We opted for the widest digging and I walked beside ’Gren as Sorgrad scouted ahead. “I went down to the lowlands because I never fancied being a mole,” ’Gren muttered.

“Not because you were scared of the wyrms coming out of the deeps to eat you?” I teased.

“I’d throw them this one.” He hefted Aritane to a more secure hold. “She’d choke a litter of wyrms and leave something over for their dam.”

“She’s not that big,” I objected.

“Do you want to try carrying her?” ’Gren threatened to hand over the unconscious enchantress and he wasn’t joking.
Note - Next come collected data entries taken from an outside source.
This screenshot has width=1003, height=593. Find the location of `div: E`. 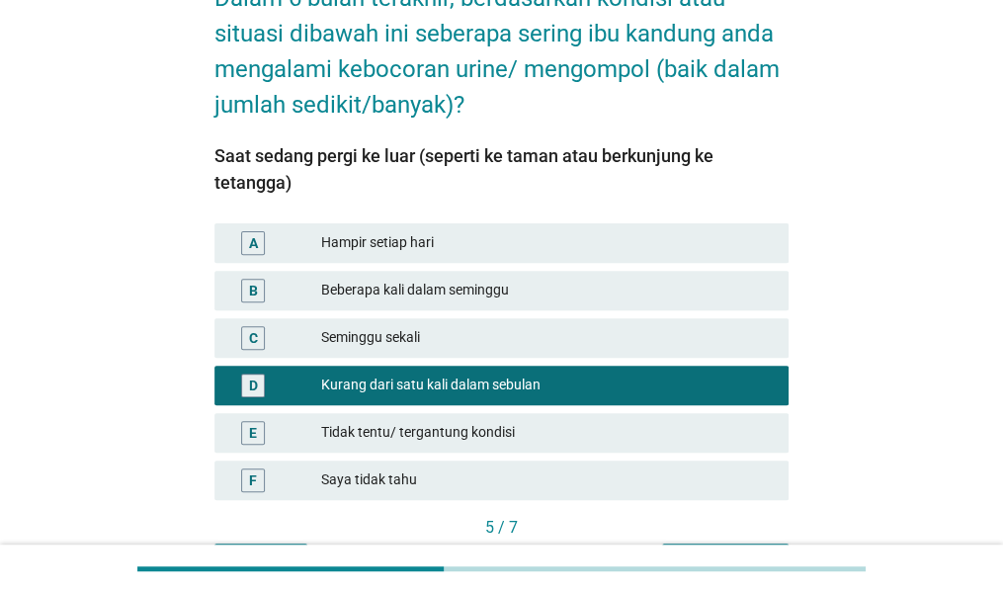

div: E is located at coordinates (253, 432).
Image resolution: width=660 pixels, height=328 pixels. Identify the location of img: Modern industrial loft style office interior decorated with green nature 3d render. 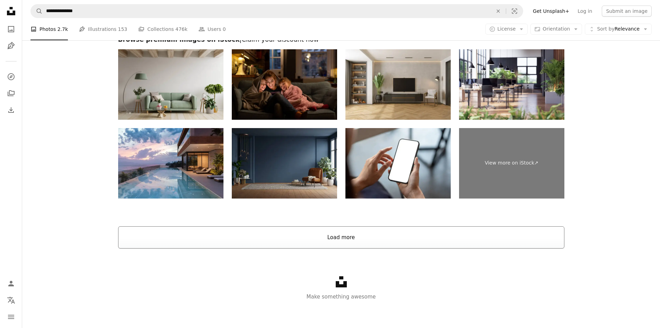
(512, 84).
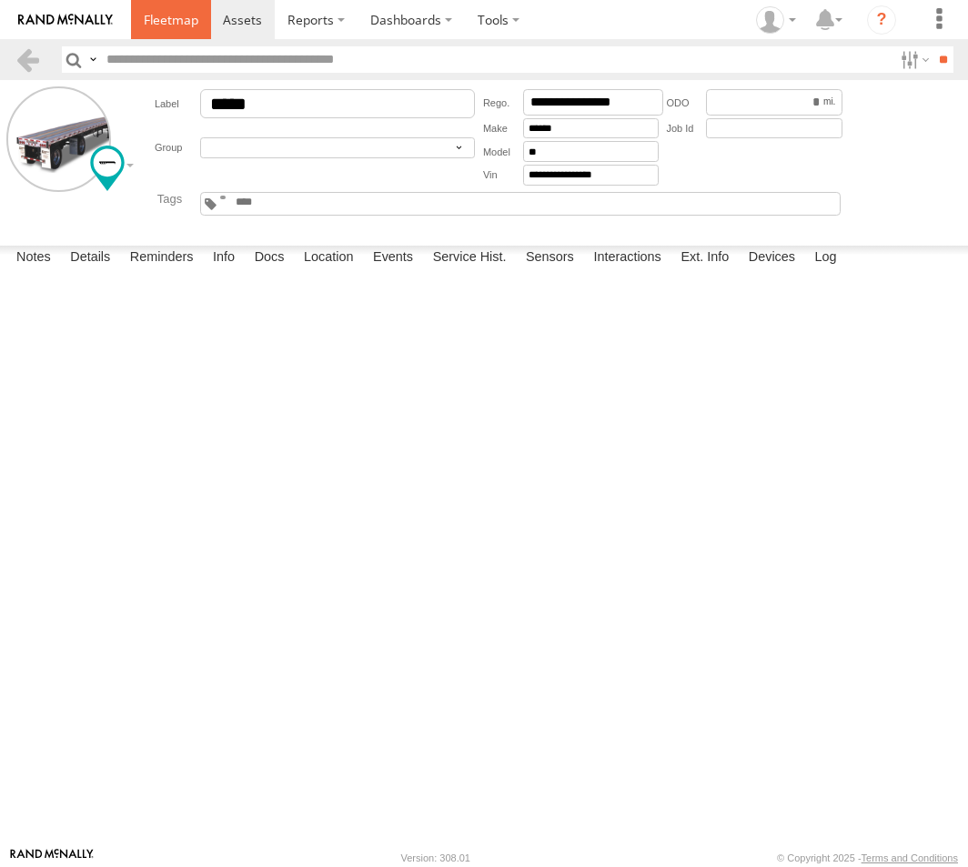 Image resolution: width=968 pixels, height=867 pixels. Describe the element at coordinates (269, 258) in the screenshot. I see `label: Docs` at that location.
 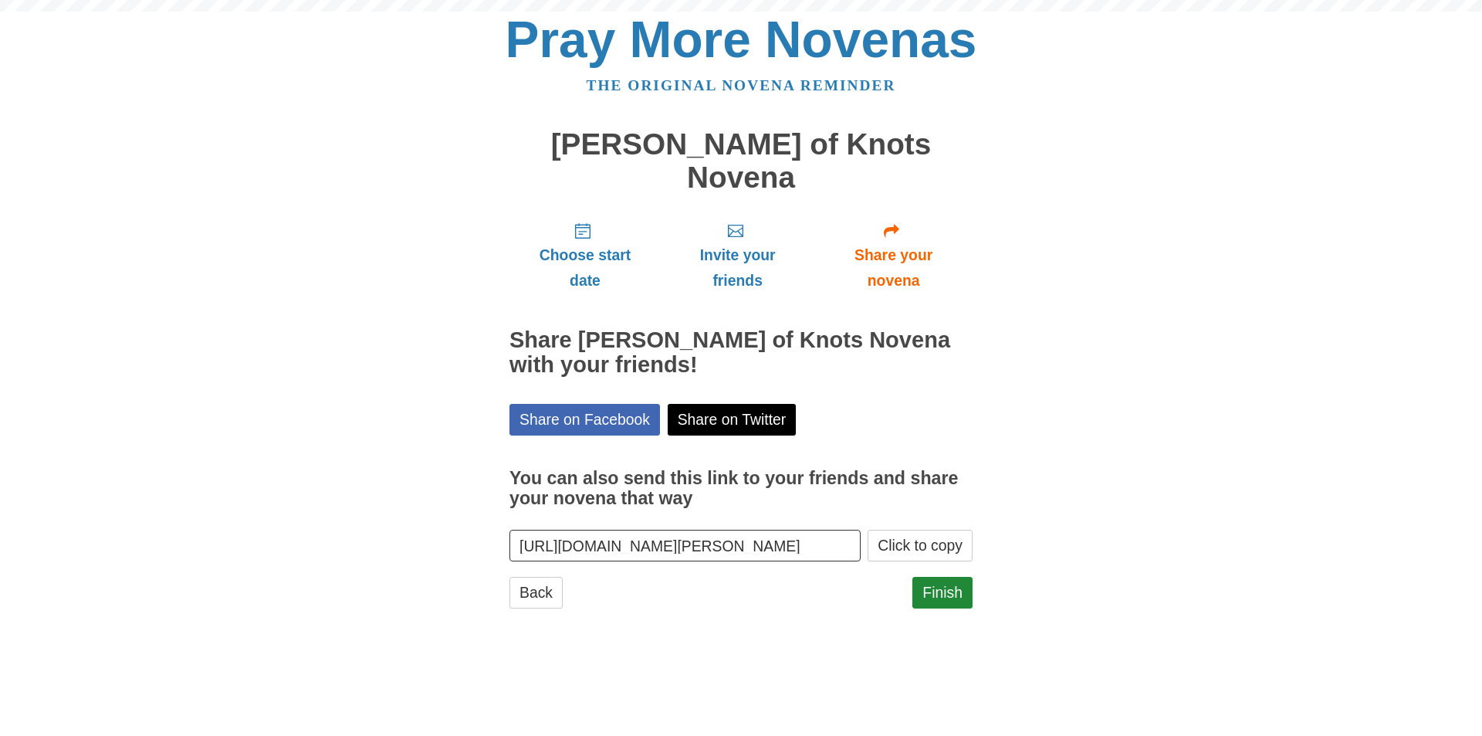 I want to click on span: Invite your friends, so click(x=737, y=268).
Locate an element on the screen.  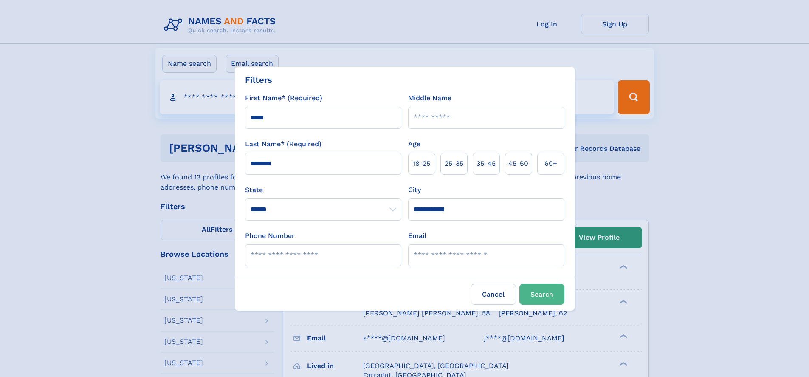
span: 18‑25 is located at coordinates (421, 163).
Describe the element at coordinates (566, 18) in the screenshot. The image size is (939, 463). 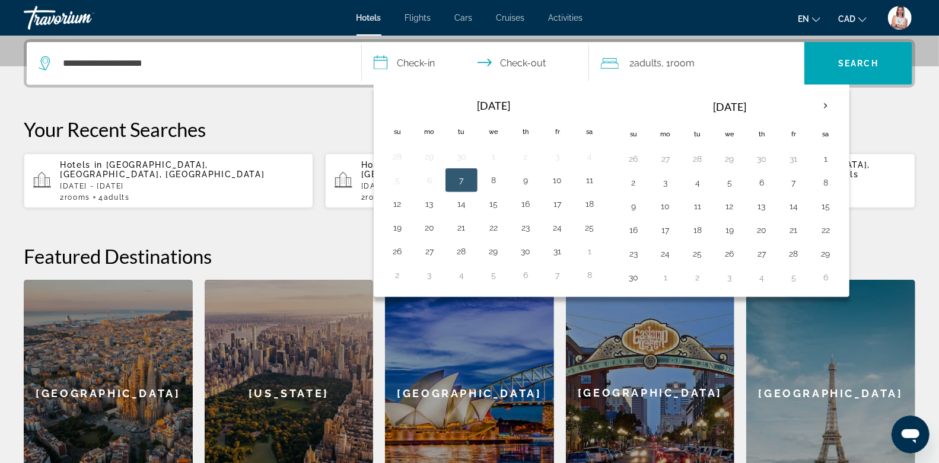
I see `a: Activities` at that location.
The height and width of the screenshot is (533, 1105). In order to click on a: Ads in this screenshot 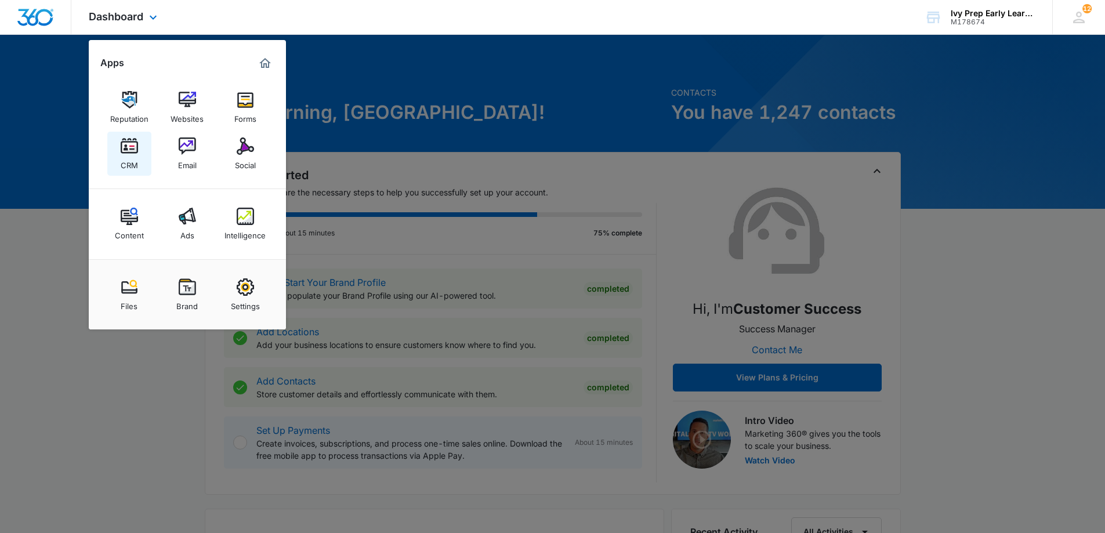, I will do `click(187, 224)`.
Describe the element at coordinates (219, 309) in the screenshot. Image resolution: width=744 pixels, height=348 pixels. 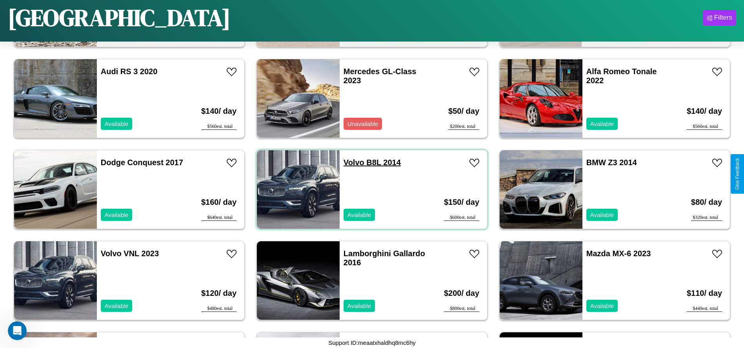
I see `div: $ 480 est. total` at that location.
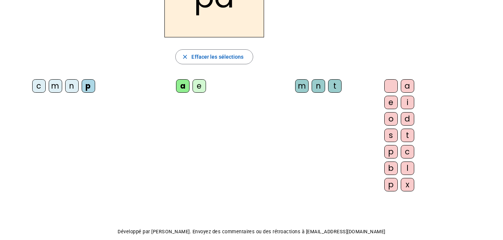 Image resolution: width=503 pixels, height=240 pixels. What do you see at coordinates (217, 57) in the screenshot?
I see `span: Effacer les sélections` at bounding box center [217, 57].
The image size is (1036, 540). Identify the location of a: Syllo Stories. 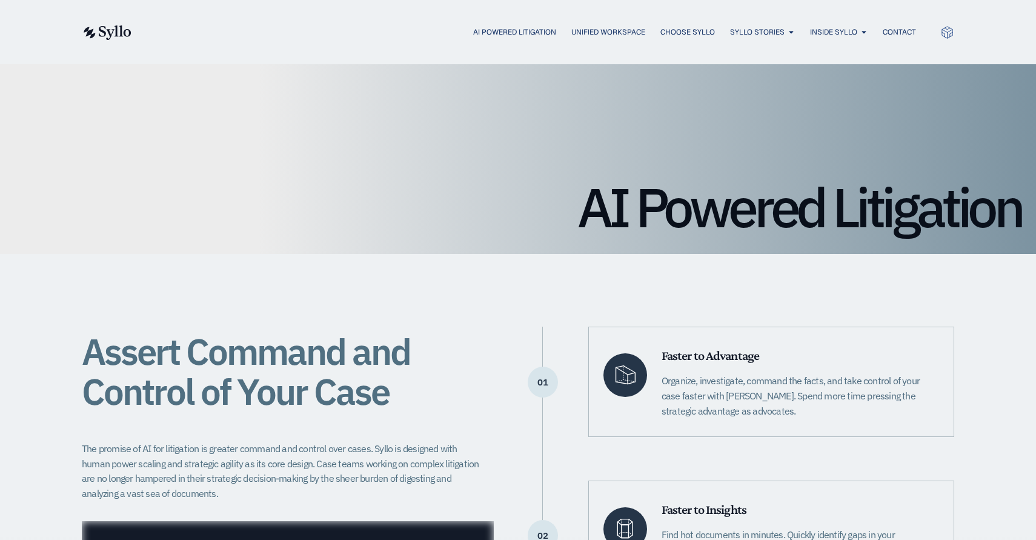
(757, 32).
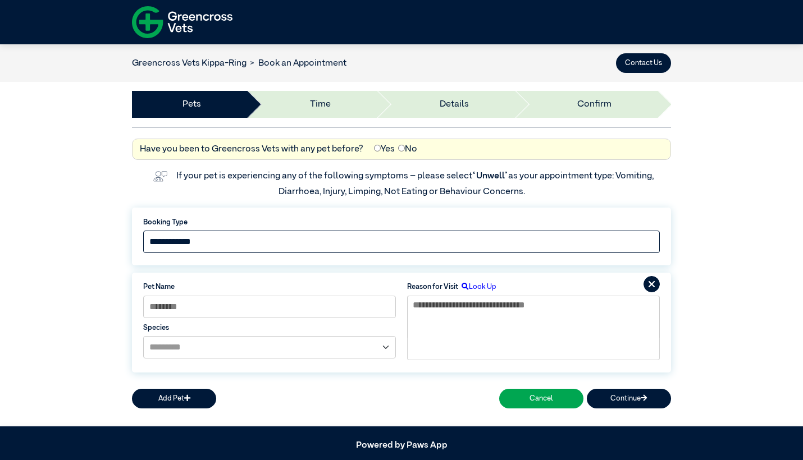 This screenshot has height=460, width=803. I want to click on label: Have you been to Greencross Vets with any pet before?, so click(251, 149).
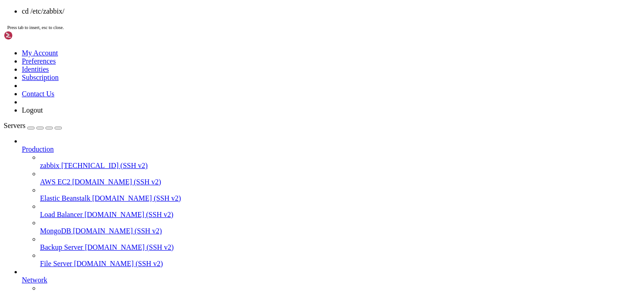 This screenshot has height=291, width=621. Describe the element at coordinates (50, 165) in the screenshot. I see `span: zabbix` at that location.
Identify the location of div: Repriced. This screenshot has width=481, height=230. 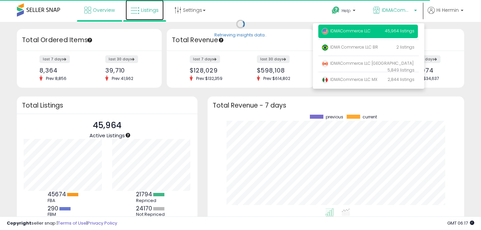
(151, 201).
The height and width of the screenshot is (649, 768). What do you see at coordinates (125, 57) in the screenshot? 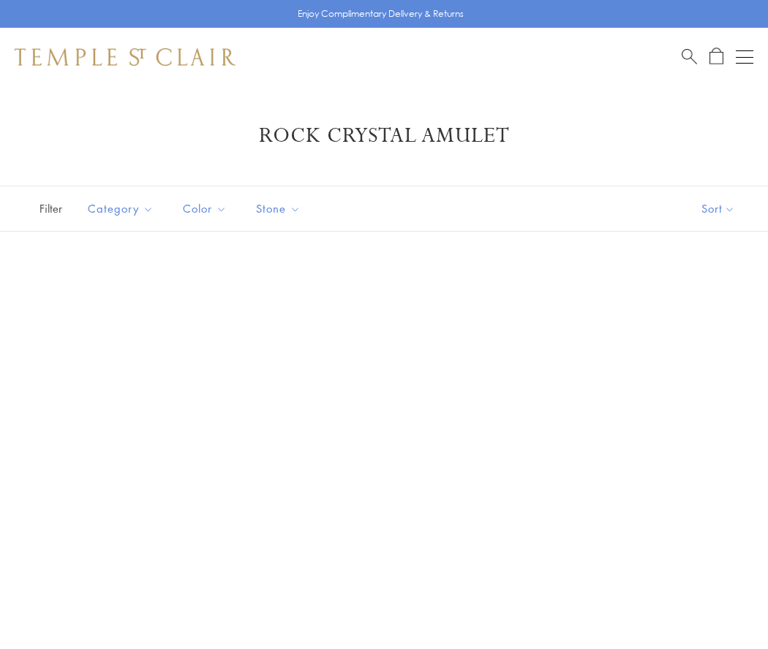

“I’ve got the lantern.” I waved it hurriedly. “Anyway, I bet she’s lighter than a sack of ore.”

Sorgrad cursed something in the Mountain tongue that had ’Gren miss a step.

“What’s the matter?” I called out to him.

“This is just an adit to get to a series of seams.” He came toward us, shaking his head in disgust. A sudden radiance flared on the metal side of his lantern and Sorgrad dropped it with an oath.

A familiar voice sounded above the clatter of dented tin. “Just look into the spell, Sorgrad!”

He picked up the lantern. The candle was dead and guttered but the warm amber light of magic shone in its stead. Usara’s face smiled at us from a swirl of sorcery.

“Hello,” I said stupidly before Sorgrad turned the spell toward himself.

“You’re using the tunnels to get past the fighting?” Usara didn’t waste time on pleasantries.

“Have you been scrying us?” Sorgrad asked suspiciously.

“Snatching the odd glimpse. You’ll have to work right down to the bridge; the whole of the lower valley is a battleground.”

“How do you know that?”

“Who’s attacked?”

“There’s no way these diggings go that close to the ford.” Sorgrad’s firm statement overruled questions from me and ’Gren.

“Don’t worry about that,” Usara said. “You take the second off-hand tunnel.”

“What about the enchanters?” I ran a hand over my face and grimaced at the feel of encrusted muck.

Usara’s face was reflected in the blackened tin of the lantern, overlaid with a yellow sheen, curious faces of Forest warriors indistinct behind him. “I’ve got the boys keeping up a concealment charm. Anyway, given the present chaos, I don’t see the Sheltya checking for unexpected wizardry.”

We hurried to the digging Usara had indicated. The spell cast a hard-edged light compared to the softer fluttering of my candle, calling lumpy, distorted shadows to chase us down the tunnel. The roof sank lower and lower until we found ourselves dead-ended in a litter of shattered rock and broken wood.

“Come on, wizard, impress us,” demanded ’Gren.

The glow on the lantern faded to leave only the feeble light of my candle.

“Let me take her.” Sorgrad lifted Aritane off his brother’s shoulder. As he cradled her in his arms, I held a hand in front of her nose, feeling for the reassurance of her breath, when a sudden gust snuffed my candle and left us in utter darkness.

“Saedrin’s stones.” I groped awkwardly for flint and steel but a new light was already breaking the blackness. It came from deep within the rocks in front of us, dim at first as if unimaginably distant. A faint crazing like the crackle on a pot’s glaze grew brighter and brighter, light pulsing steadily, glowing ever more intense with each beat. Soon it was as bright as a festival fire, magic interlaced across the surface of the rock and riven deep into it, rippling and moving like a living thing. We felt warmth coming from it, the pattern extending from the face of the rock, weaving itself into the empty air. Rapid vibration ran through the floor, up through the soles of my boots, to set the nerves in my belly fluttering in sympathy. Sudden cracking sounds sent us a pace backward in one accord. The smell reminded me of an empty cook pot set over a fire, forgotten till someone burns a hand on it.

The rock began to splinter, shards flaking away at first, larger chunks falling free as the stresses of the magic split stone like a child hammering a pan of toffee. ’Gren began to drag rubble aside with his pry-bar, looking up warily to make sure nothing was about to fall on his head. I raked the debris further back down the tunnel, trying to avoid the razor-sharp fragments snapping into the walls.

“That wizard could make himself a fortune if he found a soke willing to mine with magic.” Sweat glistened on ’Gren’s forehead. “He could do ten men’s work in a day.”